Are Busted just three middle-aged blokes exhausted by an intense schedule?

Busted, O2 Arena
Nostalgia's a lucrative business: Busted - Lorne Thomson/Redferns

The former Millennium Dome is an apt venue for a band ubiquitous in the first few years of the 2000s — even though it was Year 3000 that Busted famously sang about. That song’s prophecy of enduring popularity has been somewhat fulfilled by the British teenybopper trio, whose current 20th anniversary tour sold out arenas in minutes.

Last week, Busted achieved their first No 1 album with Greatest Hits 2.0, a compilation of re-recorded tracks plucked from their first two multi-platinum albums. During their second appearance at London’s O2 Arena on Wednesday night, the band celebrated a reign that lasted only a few years due to the resignation of pouting heartthrob Charlie Simpson.

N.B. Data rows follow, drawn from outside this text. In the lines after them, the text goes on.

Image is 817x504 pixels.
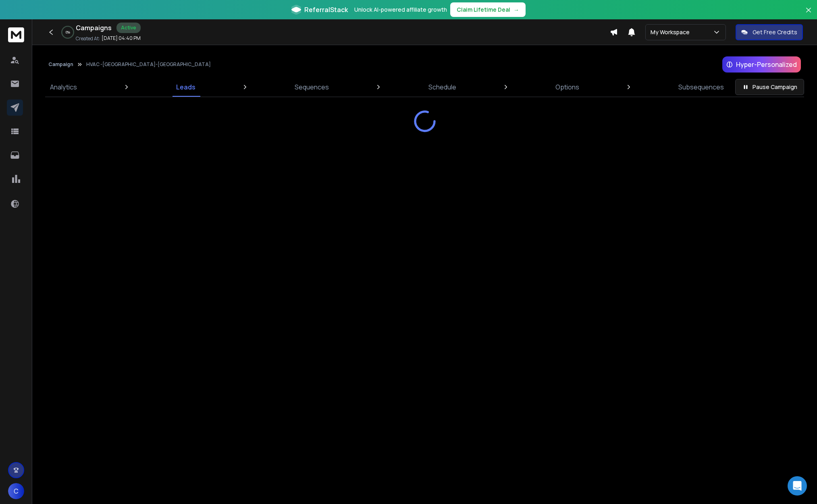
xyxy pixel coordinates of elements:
p: Options [555,82,579,92]
span: → [514,6,519,14]
a: Options [551,77,584,97]
p: Get Free Credits [753,29,797,36]
button: Claim Lifetime Deal→ [450,2,526,17]
div: Hyper-Personalized [722,57,801,73]
a: Schedule [424,77,461,97]
p: Created At: [76,36,100,41]
button: C [8,483,25,499]
a: Leads [171,77,200,97]
a: Analytics [45,77,82,97]
button: Get Free Credits [735,24,802,41]
p: Leads [176,82,195,92]
div: Open Intercom Messenger [788,476,807,496]
p: HVAC -[GEOGRAPHIC_DATA]-[GEOGRAPHIC_DATA] [86,61,211,68]
h1: Campaigns [76,23,111,33]
div: Active [117,23,141,33]
button: Close banner [803,5,813,24]
p: Schedule [428,82,456,92]
a: Sequences [289,77,333,97]
button: Campaign [48,61,74,68]
p: Sequences [295,82,329,92]
a: Subsequences [673,77,729,97]
button: Pause Campaign [735,79,804,95]
p: Analytics [50,82,76,92]
p: Subsequences [678,82,724,92]
p: 0 % [65,30,70,34]
p: Unlock AI-powered affiliate growth [354,6,447,14]
p: My Workspace [650,29,693,36]
span: ReferralStack [304,5,348,15]
p: [DATE] 04:40 PM [102,35,141,41]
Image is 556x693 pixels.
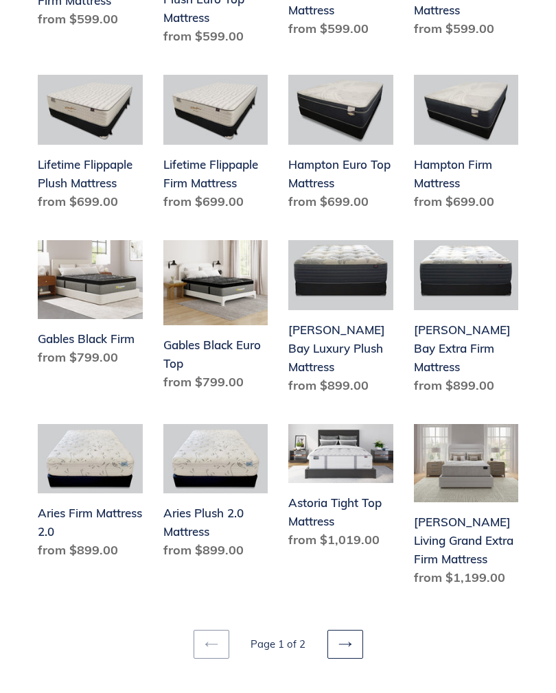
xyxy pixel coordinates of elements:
[163,424,268,565] a: Aries Plush 2.0 Mattress
[163,75,268,216] a: Lifetime Flippaple Firm Mattress
[414,75,519,216] a: Hampton Firm Mattress
[288,75,393,216] a: Hampton Euro Top Mattress
[38,75,143,216] a: Lifetime Flippaple Plush Mattress
[288,424,393,554] a: Astoria Tight Top Mattress
[414,424,519,592] a: Scott Living Grand Extra Firm Mattress
[38,424,143,565] a: Aries Firm Mattress 2.0
[232,637,325,653] li: Page 1 of 2
[414,240,519,400] a: Chadwick Bay Extra Firm Mattress
[288,240,393,400] a: Chadwick Bay Luxury Plush Mattress
[38,240,143,372] a: Gables Black Firm
[163,240,268,397] a: Gables Black Euro Top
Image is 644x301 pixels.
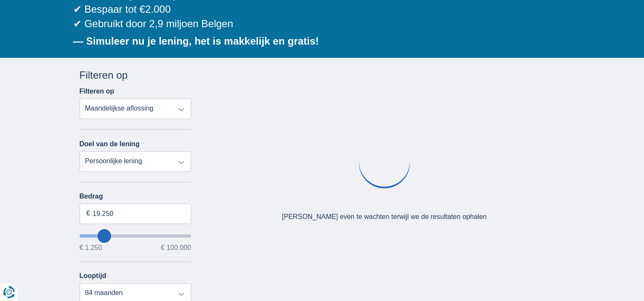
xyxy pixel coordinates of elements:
[79,272,106,280] label: Looptijd
[79,234,192,238] input: wantToBorrow
[161,244,191,252] span: € 100.000
[86,209,90,219] span: €
[79,88,114,96] label: Filteren op
[79,141,139,148] label: Doel van de lening
[282,212,486,222] div: [PERSON_NAME] even te wachten terwijl we de resultaten ophalen
[79,193,192,200] label: Bedrag
[79,68,192,83] div: Filteren op
[79,244,102,252] span: € 1.250
[73,36,319,47] b: — Simuleer nu je lening, het is makkelijk en gratis!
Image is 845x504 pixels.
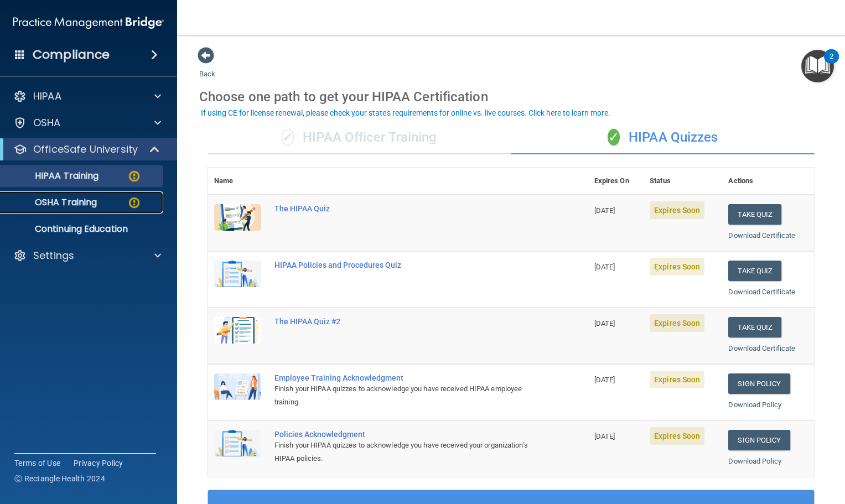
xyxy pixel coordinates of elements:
[728,344,795,352] a: Download Certificate
[274,204,532,213] div: The HIPAA Quiz
[274,261,532,269] div: HIPAA Policies and Procedures Quiz
[274,373,532,382] div: Employee Training Acknowledgment
[728,457,781,465] a: Download Policy
[199,108,612,118] button: If using CE for license renewal, please check your state's requirements for online vs. live cours...
[33,249,74,262] p: Settings
[33,116,61,130] p: OSHA
[127,195,141,210] img: warning-circle.0cc9ac19.png
[14,472,105,484] span: Ⓒ Rectangle Health 2024
[728,400,781,409] a: Download Policy
[13,116,161,130] a: OSHA
[208,167,268,194] th: Name
[13,142,161,156] a: OfficeSafe University
[728,373,789,393] a: Sign Policy
[650,427,704,444] span: Expires Soon
[199,57,216,78] a: Back
[33,142,138,156] p: OfficeSafe University
[650,315,704,332] span: Expires Soon
[801,50,833,83] button: Open Resource Center, 2 new notifications
[728,261,781,281] button: Take Quiz
[13,249,161,262] a: Settings
[643,167,722,194] th: Status
[650,258,704,275] span: Expires Soon
[127,169,141,183] img: warning-circle.0cc9ac19.png
[274,316,532,326] div: The HIPAA Quiz #2
[607,129,620,145] span: ✓
[594,206,615,214] span: [DATE]
[33,89,62,103] p: HIPAA
[728,288,795,296] a: Download Certificate
[722,167,814,194] th: Actions
[650,370,704,389] span: Expires Soon
[201,109,610,116] div: If using CE for license renewal, please check your state's requirements for online vs. live cours...
[274,430,532,439] div: Policies Acknowledgment
[594,375,615,384] span: [DATE]
[199,81,823,113] div: Choose one path to get your HIPAA Certification
[13,12,164,34] img: PMB logo
[7,197,97,208] p: OSHA Training
[274,382,532,409] div: Finish your HIPAA quizzes to acknowledge you have received HIPAA employee training.
[728,231,795,239] a: Download Certificate
[282,129,294,145] span: ✓
[274,439,532,465] div: Finish your HIPAA quizzes to acknowledge you have received your organization’s HIPAA policies.
[587,167,644,194] th: Expires On
[14,457,61,468] a: Terms of Use
[728,430,789,450] a: Sign Policy
[728,204,781,224] button: Take Quiz
[208,121,511,154] div: HIPAA Officer Training
[7,223,158,235] p: Continuing Education
[511,121,815,154] div: HIPAA Quizzes
[13,89,161,103] a: HIPAA
[594,319,615,327] span: [DATE]
[7,170,98,182] p: HIPAA Training
[594,263,615,271] span: [DATE]
[728,316,781,338] button: Take Quiz
[594,432,615,441] span: [DATE]
[33,47,110,63] h4: Compliance
[830,57,833,71] div: 2
[73,457,123,468] a: Privacy Policy
[650,201,704,219] span: Expires Soon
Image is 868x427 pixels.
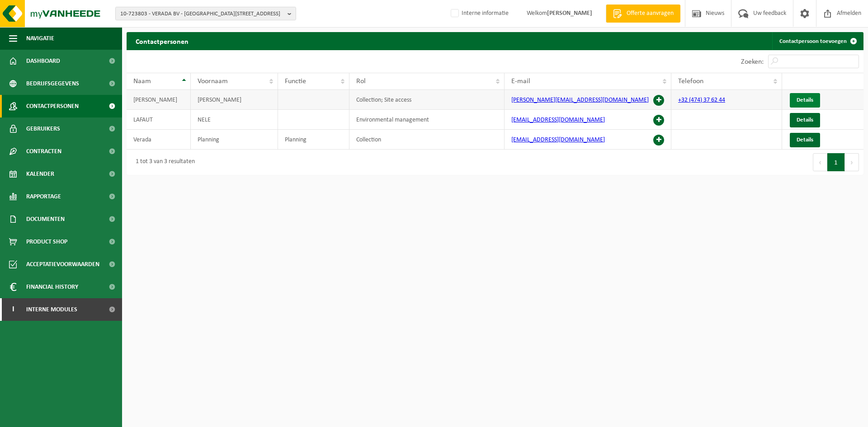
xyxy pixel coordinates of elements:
[349,90,504,110] td: Collection; Site access
[26,140,62,162] span: Contracten
[191,90,278,110] td: [PERSON_NAME]
[678,97,725,103] a: +32 (474) 37 62 44
[278,130,349,149] td: Planning
[198,77,228,85] span: Voornaam
[845,153,859,171] button: Next
[26,50,60,72] span: Dashboard
[790,133,820,147] a: Details
[127,90,191,110] td: [PERSON_NAME]
[511,97,649,103] a: [PERSON_NAME][EMAIL_ADDRESS][DOMAIN_NAME]
[26,208,65,230] span: Documenten
[9,298,17,321] span: I
[26,253,100,275] span: Acceptatievoorwaarden
[26,185,61,208] span: Rapportage
[827,153,845,171] button: 1
[191,130,278,149] td: Planning
[547,10,592,17] strong: [PERSON_NAME]
[26,275,78,298] span: Financial History
[511,117,605,123] a: [EMAIL_ADDRESS][DOMAIN_NAME]
[127,130,191,149] td: Verada
[349,110,504,130] td: Environmental management
[26,118,60,140] span: Gebruikers
[127,32,198,50] h2: Contactpersonen
[678,77,703,85] span: Telefoon
[741,58,764,66] label: Zoeken:
[511,136,605,143] a: [EMAIL_ADDRESS][DOMAIN_NAME]
[797,137,813,143] span: Details
[26,27,54,50] span: Navigatie
[120,7,284,21] span: 10-723803 - VERADA BV - [GEOGRAPHIC_DATA][STREET_ADDRESS]
[131,154,195,170] div: 1 tot 3 van 3 resultaten
[127,110,191,130] td: LAFAUT
[349,130,504,149] td: Collection
[26,298,78,321] span: Interne modules
[813,153,827,171] button: Previous
[772,32,862,50] a: Contactpersoon toevoegen
[797,117,813,123] span: Details
[134,77,151,85] span: Naam
[191,110,278,130] td: NELE
[26,230,67,253] span: Product Shop
[511,77,531,85] span: E-mail
[790,113,820,127] a: Details
[26,72,79,95] span: Bedrijfsgegevens
[606,5,681,23] a: Offerte aanvragen
[625,9,676,18] span: Offerte aanvragen
[116,7,296,20] button: 10-723803 - VERADA BV - [GEOGRAPHIC_DATA][STREET_ADDRESS]
[26,95,79,118] span: Contactpersonen
[797,97,813,103] span: Details
[449,7,508,20] label: Interne informatie
[285,77,306,85] span: Functie
[26,162,54,185] span: Kalender
[790,93,820,107] a: Details
[356,77,366,85] span: Rol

Unbothered by the swampy sound quality, the crowd devoured hit after chirpy hit, including You Said No and What I Go To School For, while American pop-rockers Hanson joined the stage for their sickly 1997 mega-hit MMMBop.

Busted meshed a manufactured boyband image with the pop-punk sound already made popular across the pond by bands such as Green Day and Blink 182. Like boybands, the trio were plastered across every teen music mag in the land. Unlike boybands, they played live instruments (ish), wrote their own material, and sported baggy jeans and spiky hair: a rebel-lite persona that offered a gateway to guitar music for pre-teen listeners — as well as inspiring plenty of sneers.

But even for acts dismissed as novelties, nostalgia remains a lucrative business. At the O2, it was hard to tell whether Busted were enjoying themselves, going through the motions for the cash, or simply three men pushing 40 and exhausted by an intense schedule. Granted, bassist Matt Willis seemed full of beans. But guitarist James Bourne completed runway victory laps like an obedient yet tired sheepdog, while Simpson fulfilled the other definition of “resigned”, i.e. not the one he demonstrated in 2005 which terminated their chart rule.

Still, the reunion tour wheels turned slickly, if a little slowly. Twenty years on, there were fewer scissor jumps, but as old music videos flickered on giant screens behind the band, the presence of their younger selves dominated the arena. Busted have recently enjoyed a more positive reappraisal as part of the millennium’s light-hearted, commercial era of pop. It was this sense of fun and nostalgia that drove the show, despite the band’s promise of a new album and assurances that “we wanna do this sh** forever”. It’s probably unlikely Busted will reach the seventh album promised in Year 3000 — but who cares?